The directories are not only isolated from each other, but the running processes cannot be shared
between the compartments, with the only exception being the executable, saposcol. Details about
saposcol can be found in the section of this white paper, ”Known limitations.”
In the section, “Example configurations,” default directory permissions are listed for installing an SAP
system, running the SAP system and blocking other SAP systems. These activities are primarily based
on directory control.
IPFilter consideration
With SRP, it is also possible to use the IPFilter option for each SRP compartment. The tests conducted
for this white paper used activated IPFilter, but since the ports required by SAP are very customer and
use-case specific, no rule file for ports is provided in this document. If you want to use IPFilter, refer to
the SAP documentation TCP/IP Ports Used by SAP Applications for the list of ports SAP requires.
Resource consideration
By default, SRP will configure all SRP compartments with the same share of total memory and CPU.
The share enforcement will only take place when system CPU or memory limits are hit. Refer to the HP-
UX Secure Resource Partitions (SRP) Administrator's Guide HP-UX 11i
v3 for more information on
how to customize resource shares for an SRP compartment.

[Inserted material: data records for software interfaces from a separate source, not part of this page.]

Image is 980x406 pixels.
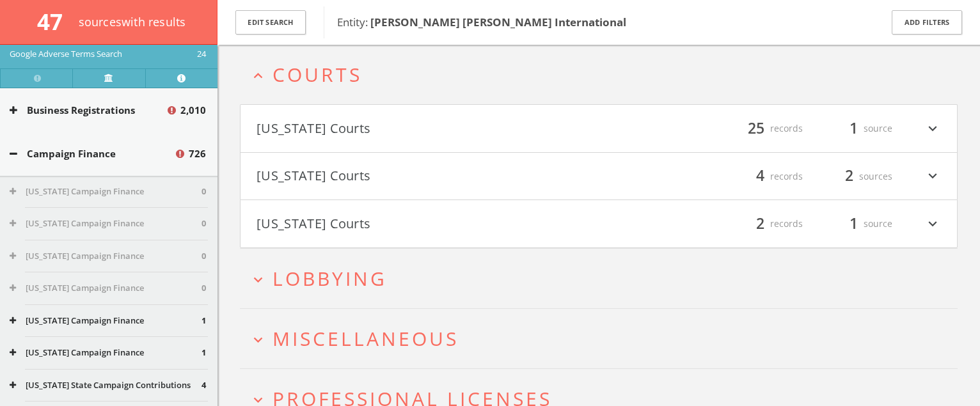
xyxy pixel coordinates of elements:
button: expand_lessCourts [250,64,958,85]
button: [US_STATE] State Campaign Contributions [10,379,202,392]
button: Google Adverse Terms Search [10,48,197,61]
button: expand_moreLobbying [250,268,958,289]
span: 1 [202,346,206,360]
span: 0 [202,250,206,263]
span: 2 [751,212,770,235]
button: Add Filters [892,11,962,35]
div: source [816,213,893,235]
span: Courts [273,61,362,87]
span: 4 [751,165,770,188]
button: [US_STATE] Courts [256,213,599,235]
div: source [816,117,893,139]
i: expand_more [250,331,267,348]
button: [US_STATE] Campaign Finance [10,282,202,295]
b: [PERSON_NAME] [PERSON_NAME] International [370,15,627,29]
button: [US_STATE] Campaign Finance [10,250,202,263]
div: records [726,165,803,188]
a: Verify at source [73,68,144,87]
span: 4 [202,379,206,392]
span: 1 [844,117,864,139]
button: [US_STATE] Courts [256,165,599,188]
i: expand_more [925,165,942,188]
span: 24 [197,48,206,61]
span: 0 [202,282,206,295]
button: [US_STATE] Campaign Finance [10,218,202,230]
div: records [726,117,803,139]
span: 25 [743,117,770,139]
button: [US_STATE] Campaign Finance [10,346,202,360]
i: expand_more [925,117,942,139]
span: Entity: [337,15,627,29]
span: 726 [188,147,206,161]
i: expand_more [250,271,267,289]
span: 1 [844,212,864,235]
button: expand_moreMiscellaneous [250,328,958,349]
button: [US_STATE] Campaign Finance [10,185,202,198]
button: Edit Search [236,11,306,35]
span: 47 [37,7,73,37]
i: expand_less [250,67,267,85]
div: records [726,213,803,235]
span: Lobbying [273,265,387,292]
span: 0 [202,218,206,230]
span: source s with results [78,14,186,29]
button: Campaign Finance [10,147,174,161]
i: expand_more [925,213,942,235]
span: 2 [840,165,859,188]
span: 0 [202,185,206,198]
button: [US_STATE] Courts [256,117,599,139]
span: Miscellaneous [273,325,459,351]
button: [US_STATE] Campaign Finance [10,315,202,328]
span: 2,010 [180,103,206,117]
button: Business Registrations [10,103,166,117]
span: 1 [202,315,206,328]
div: sources [816,165,893,188]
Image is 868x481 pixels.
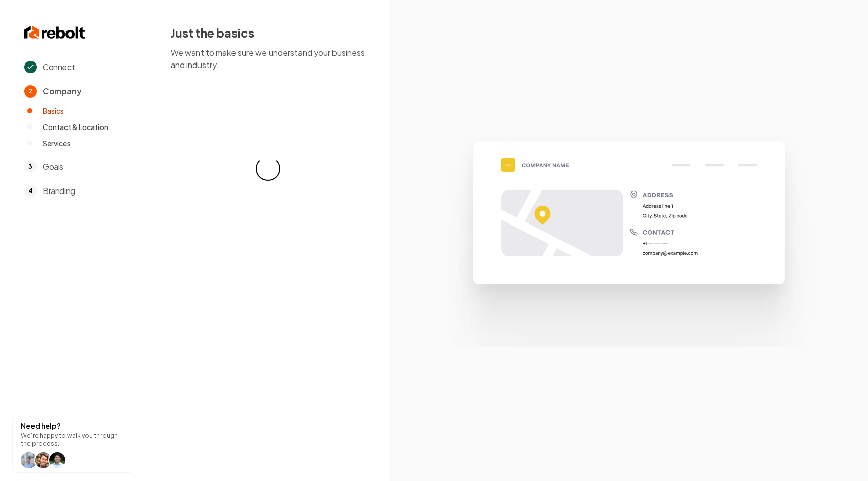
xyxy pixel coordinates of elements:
button: Need help?We're happy to walk you through the process.help icon Willhelp icon Willhelp icon arwin [12,415,134,473]
span: 3 [24,161,36,173]
img: help icon Will [21,452,37,468]
img: Rebolt Logo [24,24,85,40]
div: Loading [253,154,283,184]
span: Connect [43,61,75,73]
img: Google Business Profile [430,134,828,347]
span: Goals [43,161,63,173]
p: We're happy to walk you through the process. [21,432,125,448]
strong: Need help? [21,421,61,430]
span: Basics [43,105,64,115]
span: 2 [24,85,36,98]
span: Branding [43,184,75,197]
span: 4 [24,184,36,197]
img: help icon Will [35,452,51,468]
h2: Just the basics [171,24,365,40]
img: help icon arwin [49,452,66,468]
span: Company [43,85,81,98]
span: Contact & Location [43,122,108,132]
p: We want to make sure we understand your business and industry. [171,46,365,71]
span: Services [43,138,71,148]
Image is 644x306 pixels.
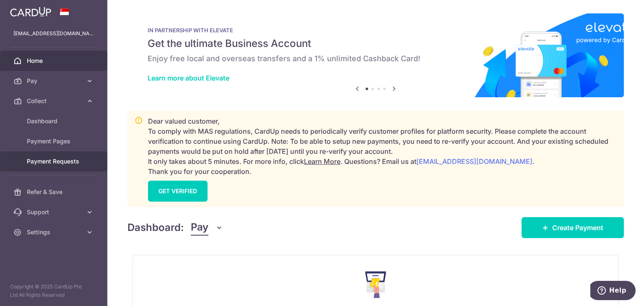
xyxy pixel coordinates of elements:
[27,137,82,146] span: Payment Pages
[522,217,624,238] a: Create Payment
[191,220,208,236] span: Pay
[148,27,604,34] p: IN PARTNERSHIP WITH ELEVATE
[191,220,223,236] button: Pay
[148,74,229,82] a: Learn more about Elevate
[14,29,94,38] p: [EMAIL_ADDRESS][DOMAIN_NAME]
[27,77,82,85] span: Pay
[365,272,387,298] img: Make Payment
[27,117,82,125] span: Dashboard
[27,208,82,216] span: Support
[127,220,184,235] h4: Dashboard:
[552,222,603,233] span: Create Payment
[148,37,604,51] h5: Get the ultimate Business Account
[10,7,51,17] img: CardUp
[416,157,532,166] a: [EMAIL_ADDRESS][DOMAIN_NAME]
[27,228,82,237] span: Settings
[304,157,340,166] a: Learn More
[148,181,207,202] a: GET VERIFIED
[590,281,636,302] iframe: Opens a widget where you can find more information
[148,116,617,176] p: Dear valued customer, To comply with MAS regulations, CardUp needs to periodically verify custome...
[27,157,82,166] span: Payment Requests
[148,53,604,64] h6: Enjoy free local and overseas transfers and a 1% unlimited Cashback Card!
[127,14,624,97] img: Renovation banner
[27,97,82,105] span: Collect
[27,188,82,196] span: Refer & Save
[27,57,82,65] span: Home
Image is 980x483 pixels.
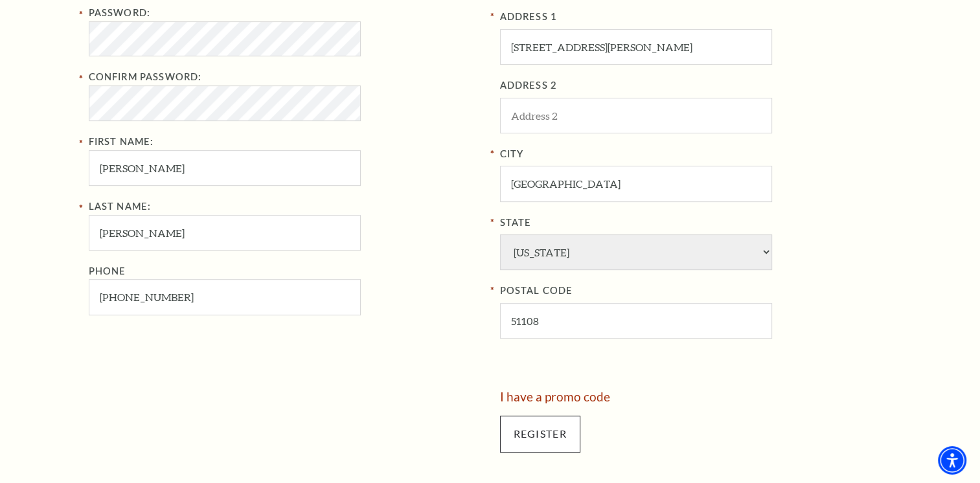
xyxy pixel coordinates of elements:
[500,29,772,65] input: ADDRESS 1
[89,200,152,212] label: Last Name:
[500,98,772,133] input: ADDRESS 2
[89,72,202,82] label: Confirm Password:
[500,303,772,338] input: POSTAL CODE
[89,7,151,18] label: Password:
[89,265,127,277] label: Phone
[500,78,892,94] label: ADDRESS 2
[500,166,772,201] input: City
[500,283,892,299] label: POSTAL CODE
[89,136,155,147] label: First Name:
[500,416,580,452] input: Submit button
[500,146,892,163] label: City
[500,389,611,404] a: I have a promo code
[500,9,892,26] label: ADDRESS 1
[500,215,892,231] label: State
[938,446,966,475] div: Accessibility Menu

Being logged in as a root user in HP-UX, it is always possible to log in as any other user without
providing a password. Even with SRP compartments this rule is valid as the same /etc/passwd file is
used and the root user ID (0) is the same for all root users on the system. Therefore, it is not possible
to distinguish between the different root accounts for the different SRP compartments when calling
“su”.
For example, you may switch from the root user in SRP compartment SAPSRP1 to the <sid>adm of SRP
compartment SAPSRP2 without providing a password. Even if the user appears to be logged in, the
rules of compartment SAPSRP1 still apply. The user environment cannot be accessed and the
directories and processes of SAPSRP2 cannot be accessed. This issue is not an SRP-related security
issue, but, rather, it is common to UNIX® systems.
Handle the login privileges for any root user in the usual security-sensitive way; that is, only selected
personnel should know the root password.